The white mask folks have hidden a beehive in the home of a family. Roman and Peter follow their dreams to the location and save the child then chase the assailants into the woods.
It’s entertaining that the two of them finally in action but even moreso that their season-long arcs are about to pay off. Peter’s decision to turn on the wrong moon has turned him into a more brutal wolf, while Roman’s decision to remove the Upirism that makes him special has turned him into just a guy wielding a shovel when what he really could use are fangs. Roman has Spider-Man 2-ed himself.*
*This Spider-Man 2-ing is also touched on nicely in his scene with Olivia after seeing Shelley again. Olivia tells Roman that J.R. was neither impressive, nor his father. When he tries to physically retaliate against her, she’s easily able to throw him down with her Upir strength.

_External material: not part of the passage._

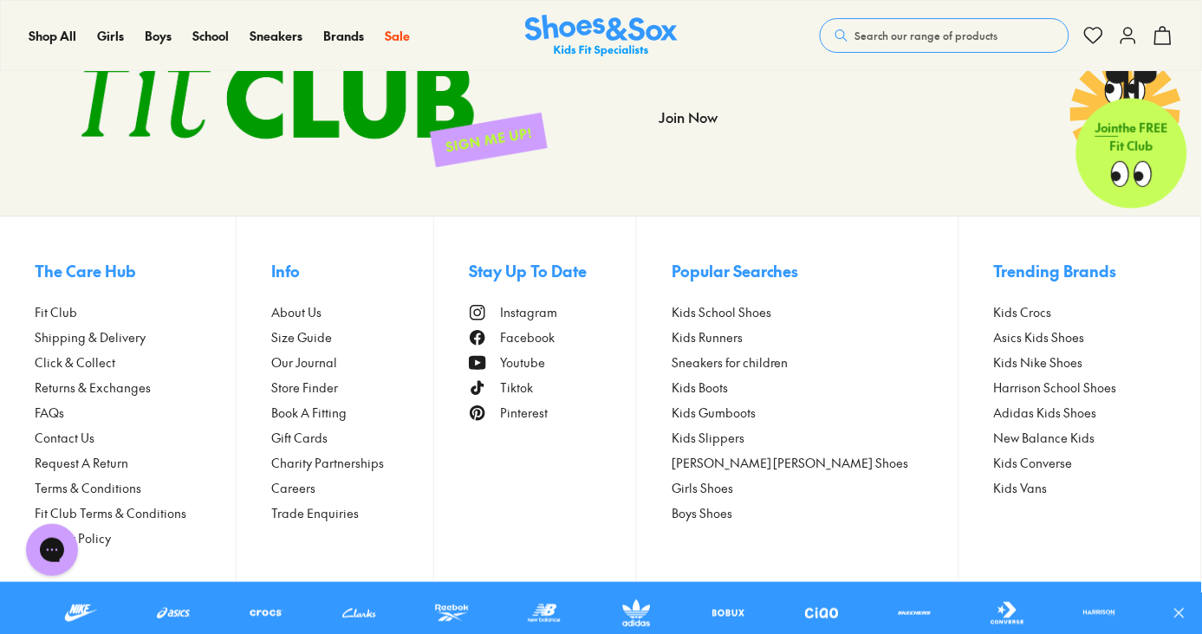  Describe the element at coordinates (315, 513) in the screenshot. I see `span: Trade Enquiries` at that location.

Miranda witnesses this and being understandably shaken by seeing her threesome buddies murder two people, grabs baby Nadia and runs off. The episode would have done better to end on the final image of a naked, bloody Peter shivering in the snow but I suppose no episode is complete without some classic Miranda poor decisions.
“Lost Generation” is not only an unusually strong episode of Hemlock Grove, it puts the last few episodes of the season in a much better position to succeed than anything that’s come before it.